"Quora has a lot of really reputable, valuable, and domain-specific contributors, and it's easy to identify answers from people who have credibility on a subject"
I haven't been back to Quora for a couple of years, but there seemed to be a lot of astro-turfing by people who self-appointed themselves as "credible people". I also found that it was difficult to discover interesting content by genuine experts who exist outside of the "valley" VC/entrepreneurial bubble.
Yes, I really find this to be the issue with Quora. It's great branding about the wisdom of the crowds, thought leaders and what not. But really when all you have are a bunch of subjective questions/answers that people vote up, what else do you expect to happen except the one with most broad and popular appeal goes to the top. That's not the truth, that's a popularity contest. It's the same thing you have with the news -- reading it feels informative, until you see them horribly screw up something you know very well, and everybody laps it up mindlessly. Once you see that happen, you can't trust anything you read there.

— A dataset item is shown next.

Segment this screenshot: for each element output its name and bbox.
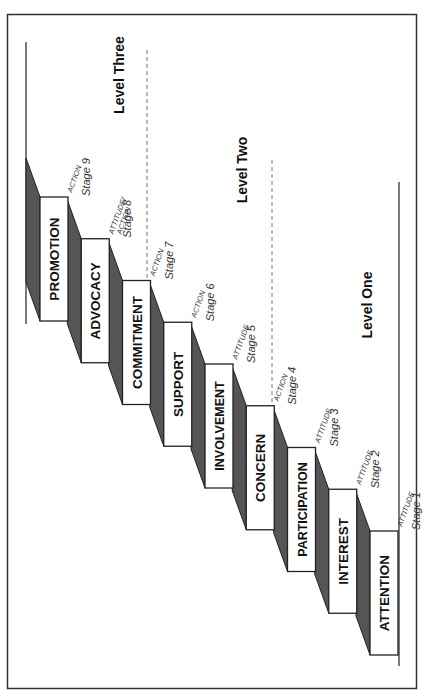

For every legitimately influential person who posts on Quora, there are 10-20 "CEOs" with expired or dead links to their "startup".
The whole community on Quora also seems uncomfortably obsessed with wealth and being/getting rich. I can't browse through it for too long before I tire of that atmosphere.
I haven't been back to Quora for a couple of years, but there seemed to be a lot of astro-turfing by people who self-appointed themselves as "credible people". I also found that it was difficult to discover interesting content by genuine experts who exist outside of the "valley" VC/entrepreneurial bubble.